### Your instructions
Each record must appear in the answer exactly as it does in the data.

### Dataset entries
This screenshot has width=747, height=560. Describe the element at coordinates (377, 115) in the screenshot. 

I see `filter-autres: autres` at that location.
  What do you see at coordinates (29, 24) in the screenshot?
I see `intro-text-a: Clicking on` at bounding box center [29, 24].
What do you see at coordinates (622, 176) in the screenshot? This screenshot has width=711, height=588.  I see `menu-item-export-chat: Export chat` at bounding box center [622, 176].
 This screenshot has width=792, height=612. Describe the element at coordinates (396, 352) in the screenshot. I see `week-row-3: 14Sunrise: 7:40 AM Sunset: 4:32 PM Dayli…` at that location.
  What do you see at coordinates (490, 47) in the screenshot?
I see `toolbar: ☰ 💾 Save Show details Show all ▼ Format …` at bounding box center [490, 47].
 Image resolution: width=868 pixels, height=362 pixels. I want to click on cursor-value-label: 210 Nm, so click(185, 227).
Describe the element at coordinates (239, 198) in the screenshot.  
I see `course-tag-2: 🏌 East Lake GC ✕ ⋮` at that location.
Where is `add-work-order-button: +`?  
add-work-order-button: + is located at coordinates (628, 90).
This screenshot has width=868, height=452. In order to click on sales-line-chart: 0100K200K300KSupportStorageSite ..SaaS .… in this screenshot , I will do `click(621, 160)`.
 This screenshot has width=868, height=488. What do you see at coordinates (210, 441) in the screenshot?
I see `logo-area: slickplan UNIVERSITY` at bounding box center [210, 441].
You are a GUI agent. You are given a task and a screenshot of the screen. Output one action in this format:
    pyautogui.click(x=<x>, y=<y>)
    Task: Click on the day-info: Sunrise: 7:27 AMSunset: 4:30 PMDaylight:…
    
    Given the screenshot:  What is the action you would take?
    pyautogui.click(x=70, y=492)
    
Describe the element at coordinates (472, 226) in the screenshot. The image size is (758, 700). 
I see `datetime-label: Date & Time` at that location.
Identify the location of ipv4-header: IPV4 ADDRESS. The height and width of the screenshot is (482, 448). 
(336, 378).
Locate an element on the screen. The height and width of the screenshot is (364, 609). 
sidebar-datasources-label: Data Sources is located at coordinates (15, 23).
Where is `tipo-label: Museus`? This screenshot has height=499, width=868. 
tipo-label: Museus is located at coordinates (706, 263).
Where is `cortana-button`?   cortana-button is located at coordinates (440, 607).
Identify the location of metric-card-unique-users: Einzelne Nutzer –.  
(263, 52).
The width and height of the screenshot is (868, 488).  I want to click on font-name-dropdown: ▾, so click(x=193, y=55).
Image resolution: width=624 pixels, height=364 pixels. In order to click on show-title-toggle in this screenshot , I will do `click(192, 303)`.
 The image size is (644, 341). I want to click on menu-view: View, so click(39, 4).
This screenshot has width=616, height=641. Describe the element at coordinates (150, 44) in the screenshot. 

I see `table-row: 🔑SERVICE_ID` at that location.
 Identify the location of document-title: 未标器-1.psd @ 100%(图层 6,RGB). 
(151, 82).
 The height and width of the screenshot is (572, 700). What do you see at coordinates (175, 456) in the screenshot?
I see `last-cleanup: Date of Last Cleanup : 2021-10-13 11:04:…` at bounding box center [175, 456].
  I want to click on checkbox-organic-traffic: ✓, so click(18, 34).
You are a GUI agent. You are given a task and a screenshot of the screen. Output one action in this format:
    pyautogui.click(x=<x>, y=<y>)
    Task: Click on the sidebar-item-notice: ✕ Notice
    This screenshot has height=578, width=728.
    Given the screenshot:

### Output of the exercise
This screenshot has width=747, height=560. Describe the element at coordinates (377, 115) in the screenshot. 

I see `filter-autres: autres` at that location.
  What do you see at coordinates (29, 24) in the screenshot?
I see `intro-text-a: Clicking on` at bounding box center [29, 24].
What do you see at coordinates (622, 176) in the screenshot? This screenshot has width=711, height=588.  I see `menu-item-export-chat: Export chat` at bounding box center [622, 176].
 This screenshot has width=792, height=612. Describe the element at coordinates (396, 352) in the screenshot. I see `week-row-3: 14Sunrise: 7:40 AM Sunset: 4:32 PM Dayli…` at that location.
  What do you see at coordinates (490, 47) in the screenshot?
I see `toolbar: ☰ 💾 Save Show details Show all ▼ Format …` at bounding box center [490, 47].
 Image resolution: width=868 pixels, height=362 pixels. I want to click on cursor-value-label: 210 Nm, so click(185, 227).
Describe the element at coordinates (239, 198) in the screenshot.  
I see `course-tag-2: 🏌 East Lake GC ✕ ⋮` at that location.
Where is `add-work-order-button: +`?  
add-work-order-button: + is located at coordinates (628, 90).
This screenshot has width=868, height=452. In order to click on sales-line-chart: 0100K200K300KSupportStorageSite ..SaaS .… in this screenshot , I will do `click(621, 160)`.
 This screenshot has width=868, height=488. What do you see at coordinates (210, 441) in the screenshot?
I see `logo-area: slickplan UNIVERSITY` at bounding box center [210, 441].
You are a GUI agent. You are given a task and a screenshot of the screen. Output one action in this format:
    pyautogui.click(x=<x>, y=<y>)
    Task: Click on the day-info: Sunrise: 7:27 AMSunset: 4:30 PMDaylight:…
    
    Given the screenshot:  What is the action you would take?
    pyautogui.click(x=70, y=492)
    
Describe the element at coordinates (472, 226) in the screenshot. The image size is (758, 700). 
I see `datetime-label: Date & Time` at that location.
Identify the location of ipv4-header: IPV4 ADDRESS. The height and width of the screenshot is (482, 448). 
(336, 378).
Locate an element on the screen. The height and width of the screenshot is (364, 609). 
sidebar-datasources-label: Data Sources is located at coordinates (15, 23).
Where is `tipo-label: Museus`? This screenshot has height=499, width=868. 
tipo-label: Museus is located at coordinates (706, 263).
Where is `cortana-button`?   cortana-button is located at coordinates (440, 607).
Identify the location of metric-card-unique-users: Einzelne Nutzer –.  
(263, 52).
The width and height of the screenshot is (868, 488).  I want to click on font-name-dropdown: ▾, so click(x=193, y=55).
Image resolution: width=624 pixels, height=364 pixels. In order to click on show-title-toggle in this screenshot , I will do `click(192, 303)`.
 The image size is (644, 341). I want to click on menu-view: View, so click(39, 4).
This screenshot has width=616, height=641. Describe the element at coordinates (150, 44) in the screenshot. 

I see `table-row: 🔑SERVICE_ID` at that location.
 Identify the location of document-title: 未标器-1.psd @ 100%(图层 6,RGB). 
(151, 82).
 The height and width of the screenshot is (572, 700). What do you see at coordinates (175, 456) in the screenshot?
I see `last-cleanup: Date of Last Cleanup : 2021-10-13 11:04:…` at bounding box center [175, 456].
  I want to click on checkbox-organic-traffic: ✓, so click(18, 34).
You are a GUI agent. You are given a task and a screenshot of the screen. Output one action in this format:
    pyautogui.click(x=<x>, y=<y>)
    Task: Click on the sidebar-item-notice: ✕ Notice
    This screenshot has height=578, width=728.
    Given the screenshot:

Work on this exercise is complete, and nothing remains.